Example Lab Structure:
- Lab 1: Implementing a periodic task set using POSIX timers (
clock_nanosleep). Measuring scheduler jitter. - Lab 2: Simulating priority inversion and fixing it with
pthread_mutexattr_setprotocol. - Lab 3: Building a watchdog system that monitors task deadlines and escalates missed deadlines.
- Final Project: Students choose a domain (e.g., drone flight controller, patient vital-sign monitor) and implement a fully schedulable system with documentation.
Assessment: Grading is based on code correctness (35%), schedulability analysis report (35%), and a live demo (30%). en.605.704
4. Real-Time Operating Systems (RTOS)
- Comparing RTOS kernels (FreeRTOS, VxWorks, QNX, RT-Linux).
- Interrupt handling: First-level vs. Second-level interrupt handlers.
- Memory management: Memory pools, avoiding dynamic allocation in critical sections.
1. Fundamentals of Real-Time Computing
- Definitions: Hard vs. Soft real-time systems.
- Terminology: Release time, deadline, period, execution time, jitter.
- Workload models: Periodic, sporadic, aperiodic tasks.
Prerequisites and Target Audience
EN.605.704 is a graduate-level course (typically 3 credits).
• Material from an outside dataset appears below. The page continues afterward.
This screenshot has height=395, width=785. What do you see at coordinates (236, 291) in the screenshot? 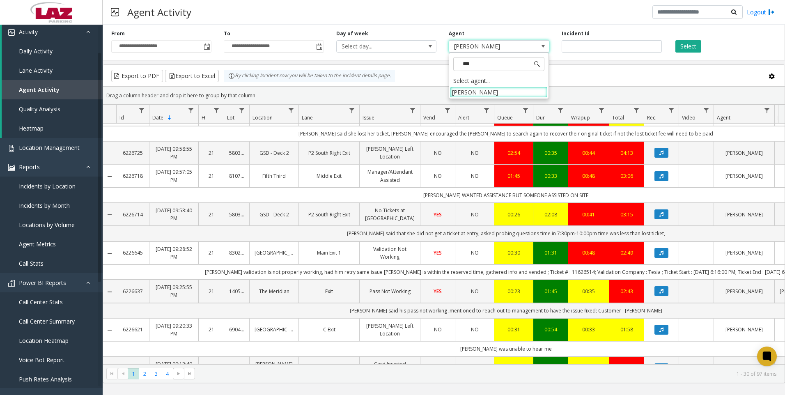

Given its technical nature, Johns Hopkins recommends the following prerequisites: Lab 1: Implementing a periodic task set using
- EN.605.601 (Probability and Statistics) or equivalent graduate-level statistics.
- Familiarity with a statistical programming language (R, SAS, or Python with statsmodels) is highly encouraged, though the course is not a pure programming bootcamp.
- A basic understanding of the US medical device regulatory environment.
Ideal students include:
- Regulatory affairs professionals transitioning from pharmaceuticals to devices.
- Biomedical engineers working on Class II or Class III devices.
- Clinical research coordinators managing post-market registries.
- Data scientists entering the health technology sector.